Use Cases


Theranos | Unmasking the Fraud

Theranos

Theranos truly captivated Silicon Valley with its promise to perform a wide array of tests using only a few drops of blood, potentially revolutionizing diagnostics by being faster, cheaper, and less invasive. However, Theranos's claims were later found to be false, and the company ultimately collapsed under scrutiny and legal challenges.

And behind the scenes, internal discontent and technical inconsistencies quietly brewed.

Had OSINT been employed to monitor employee sentiment, whistleblower activity, and discrepancies between public statements and patent filings or scientific communications, red flags would have surfaced far earlier.

Online breadcrumbs found on social media platforms such as LinkedIn, Reddit, and healthcare forums revealed cracks long before regulators stepped in. This case underscores how OSINT empowers stakeholders to assess truth through transparency.


Ukraine | OSINT in Conflict

Ukraine

The war in Ukraine revealed OSINT’s critical role on the global stage. From satellite imagery tracking troop movements to geolocated TikTok videos pinpointing missile strikes, open-source intelligence reshaped how modern conflict is understood and reported.

Ukrainian citizens, journalists, and researchers used publicly available tools to validate attacks and anticipate escalation.

For organizations facing geopolitical risks, this demonstrated the value of scalable, transparent intelligence collection to turn distributed data into centralized awareness that can ultimately inform decisions, safeguard personnel, and verify truth under pressure.


Astroworld | The Silent Warnings in a Loud Crowd

Astroworld

Travis Scott's performance at the Astroworld Festival in Houston, Texas, on November 5, 2021 became an unforgettable and devastating tragedy. Ten people died, and hundreds were injured as the crowd surged forward during the performance.

OSINT tools could have analyzed real-time social media activity, ticket forum chatter, and behavioral cues indicating crowd unrest, enabling organizers and first responders to intervene sooner.
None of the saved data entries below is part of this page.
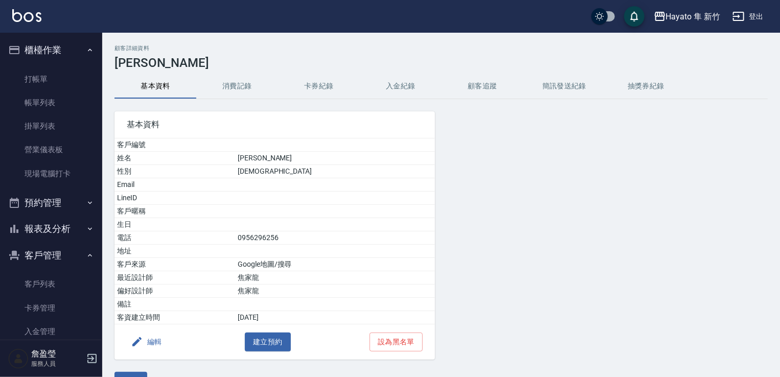 The width and height of the screenshot is (780, 377). I want to click on button: 客戶管理, so click(51, 256).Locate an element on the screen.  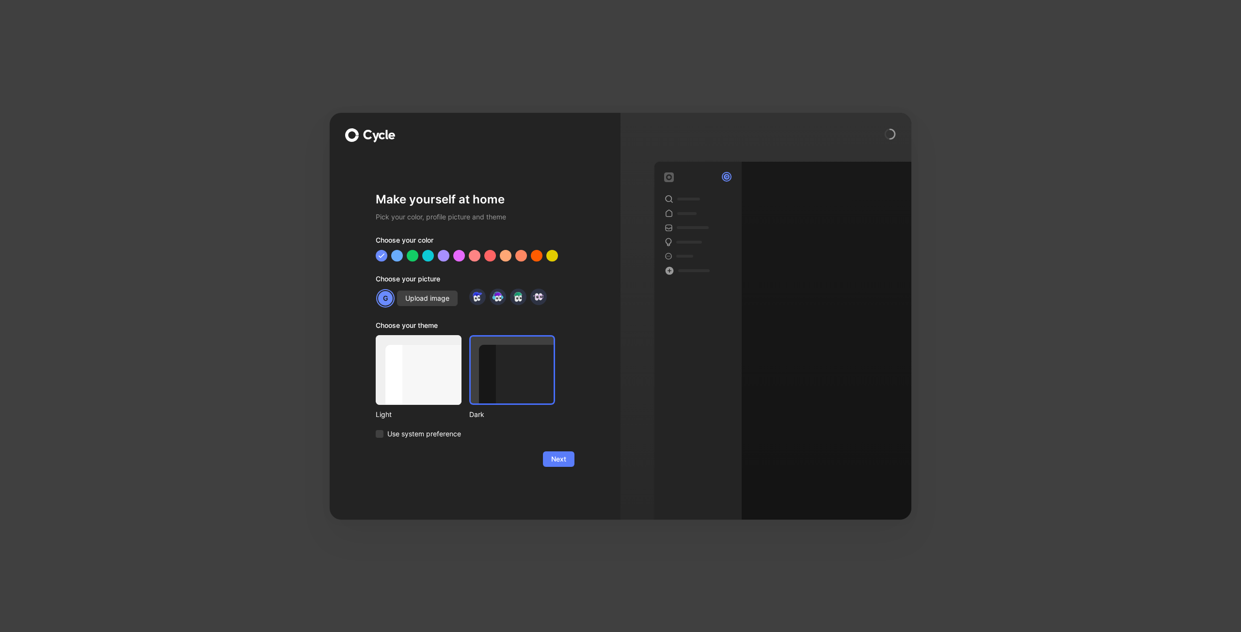
div: Dark is located at coordinates (512, 415).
By the time the crowd surge became visible on the ground, it was too late. Prior prevention protocol with proper escalation channels and a connection to the command center could have potentially prevented this tragedy. OSINT experts would have monitored these signals continuously, creating a feedback loop of digital-to-physical awareness that could have saved lives.


WeWork |  Critical Signals Behind a Valuation Collapse

WeWork

What began as a fast‑growing co‑working juggernaut catastrophically unraveled under the weight of Adam Newman’s erratic behavior, falsified financials, and a toxic workplace culture. Investors, eager for the next tech unicorn, bypassed crucial due diligence and leaned heavily on growth metrics and pitch material negating employee sentiment, media rumors, and executive leadership behavior.

WeWork skyrocketed to a $47 billion private valuation in 2019 only to file for bankruptcy in November of 2023. Behind the headlines of rapid expansion lay an emerging crisis of culture and governance that traditional investment due diligence never uncovered.

During WeWork’s critical 2017–2018 IPO preparation window, investors would have benefited from OSINT due diligence to assess leadership, cultural, and financial risks by

  • Correlating public profiles, search‑engine data, social‑media activity, and funding announcements to chart ties between Adam Neumann, board members, and key backers to unveil undue founder influence and conflicts of interest.
  • Monitoring SEC filings, trademark registrations, and court dockets for insider stock sales, pending litigation, or compliance actions that failed to corroborate to WeWork's public narrative.
  • Aggregating coverage from business press, industry blogs, and tech/business influencers to surface growing skepticism around WeWork’s strategy, governance practices, and financial health.

Proper due diligence on Glassdoor, Reddit, and Twitter (now X) would have guided analysts to spot recurring mentions of keywords such as, “cult,” “fake financials,” and “toxic management.” Monitoring private forums and industry news would have exposed concerns over founder behavior and muddied board decisions, while investigating corporate filings, trademarks, and public investor documents could have exposed severe inconsistencies between WeWork’s claims and its underlying operations.

OSINT engagement would have layered real‑time sentiment analysis, trend monitoring, and leadership reputation audits to surface crucial intelligence long before the demise of WeWork. With OSINT in hand, stakeholder and investors could have called for uncompromising transparency, set IPO conditions around workplace culture governance, or even postponed the investment, pivoting from damage control to proactive risk mitigation and not only saving billions but also preventing public backlash.